We all know that rules against women being admitted as students equally with men are discriminatory, and no institution is so naive as to openly acknowledge such discrimination. But does a rule against admitting applicants who are not working full time outside the home, who are likely to be women raising their kids, discriminate against women?
That is the question raised by a case brought by Katherine Zimmerman against the Haas School of Business at the University of California at Berkeley.
Faculty women have experienced discrimination for insufficient research productivity during their childbearing years. Some institutions "stop the clock" a semester for each child's birth or use some such formula in an attempt to compensate for the problem.
The Haas Business School seems not to care to be seen as family friendly. It was announced at an information session that not many mothers were in the evening MBA program, the part time program for full time workers. Zimmerman was told she was ineligible for that MBA program because she wasn't working 40 hours a week in a paid job outside the home (she is a home-based computer consultant) and told to try the daytime, full time, MBA program.

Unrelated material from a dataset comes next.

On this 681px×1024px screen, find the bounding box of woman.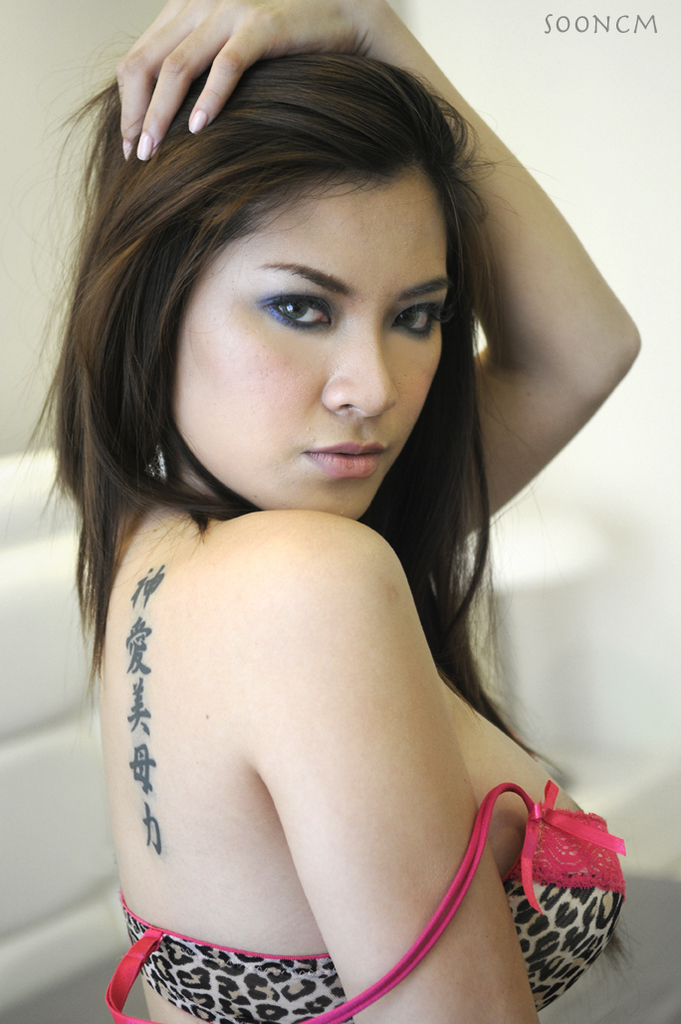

She applied to the daytime MBA program twice but was rejected because her credentials were "not as strong as other applicants'." (Her GMAT scores were in the 94 percentile.) She was told informally that her lack of "full time" employment made her less competitive. A letter saying that being a mother was not reason to be accepted in the program was sent her.
So she applied to the evening, part time MBA program, and was rejected‹without being given a reason.
Now she's suing.
It's an interesting question. If you are a public institution, supported by public money, what obligation do you have to educate the public, not just an elite (all too frequently white and male)? Must you train Latin American lawyers or African American doctors? (Studies show they are more likely to work for the Latin American and African American communities whose taxes support the University.) Must you train parents equally with non-parenting adults? Maybe proposition 209 says "No, you owe nothing to these communities." Can it be that women have no right to a business education if they take care of their children and run the business from their home to do so?
I wonder what the Court's answer will be.

Editor's note: Zimmerman's case has recently been adopted by the American Association of University Women's Legal Advocacy Fund.